Thursday, May 7, 2009

Star Trek & The Machines

I watched some of the Animatrix last night on Joost. If you don't know, Animatrix is a collection of 9 hot shit animated shorts produced by the Wachowskis to expand The Matrix canon, kind of an 'Expanded Matrix Universe.' I watched 'The Second Renaissance' which tells how we ended up as a species of coppertops in the first place. The animation is hot shit, as it is with all nine Animatrix shorts--but the story was surprisingly, let's say, familiar: man makes machine, machine turns against man, machine enslaves man, man rebels against machine.

We're obsessed with this idea of computers/machines/technology taking us over: Terminator, Matrix, I, Robot. Artificial Intelligence, War Games, Vader, The Borg. Computers either enslaving us, wiping us out as a species or at the very least, dehumanizing us is obviously the biggest cliche in science fiction. What's at the root of this species-wide obsession?

Is it the Genesis archetype that we build machines in our own image? The Frankenstein archetype of man aspiring to godhead by creating life? The thermonuclear fear that we create the means of our own destruction? It's definitely something Jungian. I'm going to dig into it.

However, this does distingush Star Trek from most other science fiction myths -- fear of computers is not a major Star Trek theme.

A primal fear of technology runs through our modern mythical culture, yet there's no fear of technology anywhere in our consumer culture. In fact, I'm getting very used to tech devices waiting on me hand AND foot. I, Robot isn't that far off and I'm not complaining. Resistance isn't just futile, it's non-existent. Are we ignoring the warnings of our collective unconscious? Seems that way.

Anyway, I'm seeing Star Trek tonight in IMAX 3D. How psyched am I? Very psyched.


## Exercise description
The answer must consist of every line in the records below that contains the string "this".

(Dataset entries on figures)
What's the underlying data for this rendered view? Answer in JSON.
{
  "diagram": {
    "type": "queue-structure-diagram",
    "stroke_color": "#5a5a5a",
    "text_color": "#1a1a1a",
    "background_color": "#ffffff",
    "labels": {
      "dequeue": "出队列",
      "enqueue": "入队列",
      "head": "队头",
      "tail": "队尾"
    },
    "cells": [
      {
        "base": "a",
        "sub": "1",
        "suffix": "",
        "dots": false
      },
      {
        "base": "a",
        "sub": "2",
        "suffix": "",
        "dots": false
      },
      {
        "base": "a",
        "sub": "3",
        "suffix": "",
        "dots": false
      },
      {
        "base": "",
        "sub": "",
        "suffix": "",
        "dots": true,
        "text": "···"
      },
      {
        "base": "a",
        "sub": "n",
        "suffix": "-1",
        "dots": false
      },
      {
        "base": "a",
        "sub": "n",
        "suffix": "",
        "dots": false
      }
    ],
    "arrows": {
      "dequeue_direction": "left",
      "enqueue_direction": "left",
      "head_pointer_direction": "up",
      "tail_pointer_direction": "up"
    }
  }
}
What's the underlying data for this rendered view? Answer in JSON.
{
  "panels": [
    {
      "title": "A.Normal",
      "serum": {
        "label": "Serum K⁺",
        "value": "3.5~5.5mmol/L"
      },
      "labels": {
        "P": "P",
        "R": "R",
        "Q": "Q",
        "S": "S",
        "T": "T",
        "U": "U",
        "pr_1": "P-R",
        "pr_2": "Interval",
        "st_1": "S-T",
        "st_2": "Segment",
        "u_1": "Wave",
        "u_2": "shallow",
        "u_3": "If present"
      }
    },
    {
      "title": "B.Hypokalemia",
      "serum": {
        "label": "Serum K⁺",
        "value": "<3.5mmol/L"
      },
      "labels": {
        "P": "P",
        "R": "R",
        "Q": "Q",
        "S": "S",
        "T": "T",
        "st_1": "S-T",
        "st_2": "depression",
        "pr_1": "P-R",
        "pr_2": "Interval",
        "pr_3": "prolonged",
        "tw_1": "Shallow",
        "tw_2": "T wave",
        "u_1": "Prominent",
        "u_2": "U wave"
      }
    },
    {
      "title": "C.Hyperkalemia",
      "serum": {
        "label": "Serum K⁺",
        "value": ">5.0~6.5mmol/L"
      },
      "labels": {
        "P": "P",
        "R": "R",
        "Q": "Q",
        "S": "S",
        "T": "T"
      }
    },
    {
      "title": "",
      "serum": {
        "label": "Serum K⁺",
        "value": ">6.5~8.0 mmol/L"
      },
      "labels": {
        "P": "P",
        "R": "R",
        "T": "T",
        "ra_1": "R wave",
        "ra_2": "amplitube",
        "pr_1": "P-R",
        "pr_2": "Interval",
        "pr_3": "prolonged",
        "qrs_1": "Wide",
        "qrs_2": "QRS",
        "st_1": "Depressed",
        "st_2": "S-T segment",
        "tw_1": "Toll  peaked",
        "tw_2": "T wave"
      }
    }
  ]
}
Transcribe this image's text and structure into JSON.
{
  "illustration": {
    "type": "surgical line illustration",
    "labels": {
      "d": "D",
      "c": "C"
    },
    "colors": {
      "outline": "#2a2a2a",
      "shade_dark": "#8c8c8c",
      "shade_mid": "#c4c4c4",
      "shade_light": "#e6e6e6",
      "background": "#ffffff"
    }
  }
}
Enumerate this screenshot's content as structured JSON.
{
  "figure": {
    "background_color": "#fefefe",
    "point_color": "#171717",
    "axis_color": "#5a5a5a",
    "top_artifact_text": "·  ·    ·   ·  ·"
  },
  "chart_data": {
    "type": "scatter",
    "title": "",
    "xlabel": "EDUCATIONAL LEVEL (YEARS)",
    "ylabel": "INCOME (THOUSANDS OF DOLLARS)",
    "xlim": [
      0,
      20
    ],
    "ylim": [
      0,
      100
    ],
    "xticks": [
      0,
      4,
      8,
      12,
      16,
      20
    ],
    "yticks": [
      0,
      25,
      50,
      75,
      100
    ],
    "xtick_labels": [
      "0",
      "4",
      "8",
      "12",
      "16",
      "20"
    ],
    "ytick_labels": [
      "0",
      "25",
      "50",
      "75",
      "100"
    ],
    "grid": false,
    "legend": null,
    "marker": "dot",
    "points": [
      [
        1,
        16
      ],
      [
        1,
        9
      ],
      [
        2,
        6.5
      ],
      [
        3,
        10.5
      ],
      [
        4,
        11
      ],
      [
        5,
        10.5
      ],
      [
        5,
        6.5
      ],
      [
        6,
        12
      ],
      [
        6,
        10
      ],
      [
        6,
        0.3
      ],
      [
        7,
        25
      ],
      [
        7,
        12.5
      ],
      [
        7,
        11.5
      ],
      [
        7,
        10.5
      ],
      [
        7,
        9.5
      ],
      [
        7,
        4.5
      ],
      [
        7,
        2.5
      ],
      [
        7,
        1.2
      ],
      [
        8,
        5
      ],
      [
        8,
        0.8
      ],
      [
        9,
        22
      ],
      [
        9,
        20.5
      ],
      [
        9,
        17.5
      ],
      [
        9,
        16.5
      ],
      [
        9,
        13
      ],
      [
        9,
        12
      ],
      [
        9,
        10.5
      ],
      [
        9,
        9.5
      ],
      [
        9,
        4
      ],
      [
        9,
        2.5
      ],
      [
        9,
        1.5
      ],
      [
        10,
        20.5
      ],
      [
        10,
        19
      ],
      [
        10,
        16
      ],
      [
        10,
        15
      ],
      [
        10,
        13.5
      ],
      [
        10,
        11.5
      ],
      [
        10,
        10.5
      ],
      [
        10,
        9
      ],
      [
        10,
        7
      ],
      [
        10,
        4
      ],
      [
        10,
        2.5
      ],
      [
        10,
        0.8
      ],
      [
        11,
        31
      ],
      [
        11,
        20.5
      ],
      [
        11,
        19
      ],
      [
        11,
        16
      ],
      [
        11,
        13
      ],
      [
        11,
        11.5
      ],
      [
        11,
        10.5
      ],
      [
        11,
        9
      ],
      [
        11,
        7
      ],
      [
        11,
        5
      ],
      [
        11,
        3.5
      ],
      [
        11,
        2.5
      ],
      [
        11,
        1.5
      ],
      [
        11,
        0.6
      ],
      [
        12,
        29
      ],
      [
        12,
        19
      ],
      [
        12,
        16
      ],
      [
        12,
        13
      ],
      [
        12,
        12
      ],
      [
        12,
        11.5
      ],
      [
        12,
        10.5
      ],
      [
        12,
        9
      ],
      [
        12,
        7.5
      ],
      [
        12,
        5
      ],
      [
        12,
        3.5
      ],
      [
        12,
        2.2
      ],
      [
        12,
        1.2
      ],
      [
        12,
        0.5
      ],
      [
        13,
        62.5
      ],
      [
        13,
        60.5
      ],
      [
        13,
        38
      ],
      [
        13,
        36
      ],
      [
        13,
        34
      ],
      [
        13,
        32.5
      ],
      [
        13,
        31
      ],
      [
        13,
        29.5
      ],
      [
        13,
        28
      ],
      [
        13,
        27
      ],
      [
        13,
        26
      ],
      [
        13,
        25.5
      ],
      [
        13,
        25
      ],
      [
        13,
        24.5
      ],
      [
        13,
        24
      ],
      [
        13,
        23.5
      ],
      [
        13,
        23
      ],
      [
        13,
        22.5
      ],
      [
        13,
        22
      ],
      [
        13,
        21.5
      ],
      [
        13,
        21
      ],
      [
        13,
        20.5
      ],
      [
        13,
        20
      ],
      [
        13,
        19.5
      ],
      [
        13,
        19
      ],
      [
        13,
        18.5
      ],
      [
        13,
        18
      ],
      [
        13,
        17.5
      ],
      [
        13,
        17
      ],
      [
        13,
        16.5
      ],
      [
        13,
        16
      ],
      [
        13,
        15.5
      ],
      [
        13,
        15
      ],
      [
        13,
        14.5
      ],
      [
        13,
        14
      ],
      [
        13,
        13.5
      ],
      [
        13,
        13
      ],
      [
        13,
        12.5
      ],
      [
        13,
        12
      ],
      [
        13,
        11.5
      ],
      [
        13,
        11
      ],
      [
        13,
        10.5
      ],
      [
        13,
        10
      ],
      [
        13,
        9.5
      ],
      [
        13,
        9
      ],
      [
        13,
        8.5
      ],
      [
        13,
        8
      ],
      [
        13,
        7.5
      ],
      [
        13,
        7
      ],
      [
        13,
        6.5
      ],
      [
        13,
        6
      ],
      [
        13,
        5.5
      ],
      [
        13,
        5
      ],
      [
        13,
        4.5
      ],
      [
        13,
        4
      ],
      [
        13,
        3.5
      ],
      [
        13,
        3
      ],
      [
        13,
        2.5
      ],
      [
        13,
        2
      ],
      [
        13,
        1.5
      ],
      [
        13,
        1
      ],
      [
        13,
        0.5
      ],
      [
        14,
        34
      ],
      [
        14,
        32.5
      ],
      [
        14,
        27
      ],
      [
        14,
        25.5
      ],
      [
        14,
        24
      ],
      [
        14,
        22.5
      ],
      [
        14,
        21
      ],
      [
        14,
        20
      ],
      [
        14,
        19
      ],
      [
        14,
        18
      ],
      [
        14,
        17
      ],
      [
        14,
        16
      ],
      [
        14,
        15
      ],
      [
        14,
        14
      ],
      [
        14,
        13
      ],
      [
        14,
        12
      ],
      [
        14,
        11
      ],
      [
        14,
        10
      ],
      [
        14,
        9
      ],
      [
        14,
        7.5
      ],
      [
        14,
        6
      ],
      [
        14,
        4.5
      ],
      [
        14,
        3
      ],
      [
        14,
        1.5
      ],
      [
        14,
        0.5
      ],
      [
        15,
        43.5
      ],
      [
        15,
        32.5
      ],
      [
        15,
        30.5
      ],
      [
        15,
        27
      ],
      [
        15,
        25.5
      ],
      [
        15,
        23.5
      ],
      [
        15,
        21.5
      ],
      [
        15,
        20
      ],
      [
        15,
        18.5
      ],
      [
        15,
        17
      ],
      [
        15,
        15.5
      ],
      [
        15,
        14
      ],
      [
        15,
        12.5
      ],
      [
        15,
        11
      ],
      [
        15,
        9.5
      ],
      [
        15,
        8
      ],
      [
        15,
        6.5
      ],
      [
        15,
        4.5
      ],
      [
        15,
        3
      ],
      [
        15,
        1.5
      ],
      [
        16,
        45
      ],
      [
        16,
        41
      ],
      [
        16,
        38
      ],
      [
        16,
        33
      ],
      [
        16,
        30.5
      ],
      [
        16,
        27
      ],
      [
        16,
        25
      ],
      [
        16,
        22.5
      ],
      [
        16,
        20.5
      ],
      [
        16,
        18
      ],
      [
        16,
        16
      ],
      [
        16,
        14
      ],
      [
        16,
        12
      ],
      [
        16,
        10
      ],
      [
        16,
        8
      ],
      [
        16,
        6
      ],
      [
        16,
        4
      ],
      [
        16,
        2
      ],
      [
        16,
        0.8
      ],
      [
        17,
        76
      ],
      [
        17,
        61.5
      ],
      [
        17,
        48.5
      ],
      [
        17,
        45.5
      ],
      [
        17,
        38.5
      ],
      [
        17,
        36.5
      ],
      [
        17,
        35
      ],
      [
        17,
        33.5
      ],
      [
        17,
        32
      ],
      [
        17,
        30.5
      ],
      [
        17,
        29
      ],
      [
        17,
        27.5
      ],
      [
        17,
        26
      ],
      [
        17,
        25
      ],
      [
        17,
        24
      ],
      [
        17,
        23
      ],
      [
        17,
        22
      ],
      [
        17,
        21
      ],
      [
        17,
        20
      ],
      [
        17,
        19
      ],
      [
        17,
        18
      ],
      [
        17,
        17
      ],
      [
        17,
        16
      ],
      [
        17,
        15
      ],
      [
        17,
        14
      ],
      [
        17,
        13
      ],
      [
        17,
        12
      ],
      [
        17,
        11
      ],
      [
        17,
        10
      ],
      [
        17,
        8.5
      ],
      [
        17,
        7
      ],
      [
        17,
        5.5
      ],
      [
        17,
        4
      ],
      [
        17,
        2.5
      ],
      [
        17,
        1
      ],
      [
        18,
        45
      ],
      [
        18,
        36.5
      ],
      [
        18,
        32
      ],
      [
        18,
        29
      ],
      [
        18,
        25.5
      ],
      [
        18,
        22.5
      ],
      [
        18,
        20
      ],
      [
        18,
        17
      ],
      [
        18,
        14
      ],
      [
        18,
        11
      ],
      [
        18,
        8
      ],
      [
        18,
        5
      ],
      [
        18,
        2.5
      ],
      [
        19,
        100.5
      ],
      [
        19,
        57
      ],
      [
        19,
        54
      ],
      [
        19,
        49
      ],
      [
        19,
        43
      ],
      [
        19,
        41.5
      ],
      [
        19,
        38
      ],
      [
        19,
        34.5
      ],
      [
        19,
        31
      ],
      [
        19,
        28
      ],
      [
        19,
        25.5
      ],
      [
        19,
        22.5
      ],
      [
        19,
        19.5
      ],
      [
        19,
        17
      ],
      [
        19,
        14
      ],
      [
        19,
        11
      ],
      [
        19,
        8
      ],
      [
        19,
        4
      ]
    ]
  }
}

## Exercise result
What's the underlying data for this rendered view? Answer in JSON.
What's the underlying data for this rendered view? Answer in JSON.
Transcribe this image's text and structure into JSON.
Enumerate this screenshot's content as structured JSON.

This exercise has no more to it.